Newswise — They were once daily wear for most women in the middle part of the last century. Now, high-heeled shoes are typically only the province of women in business or broken out for special occasions.

Whatever the circumstance, a pair of Creighton University undergraduates in the College of Arts and Sciences are collecting data on women in heels with an eye on the health effects of the shoes, especially as it pertains to lower back problems and the potential earlier onset of osteoarthritis in the knee. They also hope to be able to make a recommendation on which style of heel — wedge, platform or stiletto — makes for the safest walk.

“It’s been an interesting process,” said Lindsay Durand, a junior exercise science major who kicked off the research in the fall and presented her early findings at Honors Day in April. “The research has definitely opened other doors for me. I always thought I’d be working with a sports team but I’ve become more interested in women’s health, working on this project.”

With fellow junior and exercise science major Amy Clysdale and four subjects who agreed to spend six hours walking in the three different heel styles — all at three inches high, an inch taller than the two-inch height defining a shoe as high-heeled —, Durand used the revamped Rehabilitation Laboratory in the Boyne Building, complete with a new set of force plates for better measuring walking gait, to accomplish the data collection.

The lab is also outfitted with a battery of wall-mounted cameras which can record a subject’s gait from multiple angles. When a subject is wearing reflective markers, the markers can also transmit data to a computer program measuring force.

Using a tennis shoe as a control, Durand and Clysdale undertook to determine the velocity differentials between the control and the different high-heel styles, and the descriptions of movement involved in walking in each shoe. Each subject walked in each shoe style three separate times.

“My mom wears high heels all the time and I wear them sometimes, too,” Clysdale said. “It’s always interested me what the effects could be — whether you’re better off in a wedge or not. There’s a lot we’re learning here.”

So far, it looks like the wedge shoe — with its solid composition between heel and sole — looks like the most stable piece of footwear. Durand and Clysdale have also observed that there are larger amounts of force on the knee coming from outside, as opposed to the equal forces at work from inside and outside when a subject is walking in tennis shoes.

The research is being overseen by Dimitrios Katsavelis, PhD, in the Department of Exercise Science, and Jennifer Bagwell, PhD, DPT, in the Department of Physical Therapy in the School of Pharmacy and Health Professions. Both Durand and Clysdale plan to enroll in physical therapy school following their Creighton graduations.

“It is a new strain of research that we have not seen in the literature to date,” said Katsavelis, who said the project opened up as a result of an anatomy class he taught last summer and in which Durand was enrolled. “My wife wears high heels — really high, sometimes five inches or so — and it’s always been an interest of mine as to how the body handles that. There’s more we hope to do with this research, so many ways we can go with it.”

Bagwell said the project, along with the use of the new Rehabilitation Lab, has made for a prosperous interprofessional alliance as the students and faculty ponder the pendulous prospect of life in high heels.

“It’s been a very positive collaboration between departments,” Bagwell said. “It’s a good demonstration of how exercise science and physical therapy work together and how the research can overlap.”

Following this initial foray, the plan is to collect more data from a larger sample population and gather more evidence for a potential publication. The students would like to expand to 12 subjects and study a fuller visual and three-dimensional analysis using the cameras and sensors. Other measurements including the center of pressure, balance, propulsion and the high frequency phenomenon observed when a high heel strikes the ground may have more to tell the researchers about the shoes and the safest way to display and be mobile in haute couture footwear.

“I think everyone who has worn high heels has, at one time or another, fallen in them,” Durand said. “What is that fall risk? How could we address that? We’d like to collect more data and see where else the research can take us.”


The records sit below. Return every line in them that holds the word "label".

─── Data supplied

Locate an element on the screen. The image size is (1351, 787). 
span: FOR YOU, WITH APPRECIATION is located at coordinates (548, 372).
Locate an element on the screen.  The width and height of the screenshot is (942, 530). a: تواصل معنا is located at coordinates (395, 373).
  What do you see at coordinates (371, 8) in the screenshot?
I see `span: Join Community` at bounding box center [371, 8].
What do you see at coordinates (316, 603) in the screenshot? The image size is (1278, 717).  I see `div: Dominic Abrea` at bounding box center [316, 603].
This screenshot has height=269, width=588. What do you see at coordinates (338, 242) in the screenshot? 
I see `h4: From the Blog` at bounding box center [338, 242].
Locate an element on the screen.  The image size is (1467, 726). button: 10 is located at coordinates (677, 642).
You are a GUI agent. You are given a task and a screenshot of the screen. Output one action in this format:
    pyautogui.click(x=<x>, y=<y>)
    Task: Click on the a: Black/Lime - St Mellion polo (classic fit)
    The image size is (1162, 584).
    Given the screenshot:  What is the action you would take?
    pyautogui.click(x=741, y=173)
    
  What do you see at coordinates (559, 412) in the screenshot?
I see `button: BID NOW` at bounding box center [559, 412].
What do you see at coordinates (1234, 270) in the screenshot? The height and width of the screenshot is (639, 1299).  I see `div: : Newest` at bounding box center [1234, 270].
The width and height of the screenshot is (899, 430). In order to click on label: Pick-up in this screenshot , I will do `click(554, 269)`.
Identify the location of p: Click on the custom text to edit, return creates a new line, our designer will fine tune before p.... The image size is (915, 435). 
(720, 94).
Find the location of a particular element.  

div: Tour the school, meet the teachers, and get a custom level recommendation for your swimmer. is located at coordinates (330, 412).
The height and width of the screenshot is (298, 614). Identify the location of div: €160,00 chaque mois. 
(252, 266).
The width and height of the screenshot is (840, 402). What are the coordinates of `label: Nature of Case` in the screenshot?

──────

Task answer »
The width and height of the screenshot is (899, 430). In order to click on label: Pick-up in this screenshot , I will do `click(554, 269)`.
The width and height of the screenshot is (840, 402). What are the coordinates of `label: Nature of Case` in the screenshot?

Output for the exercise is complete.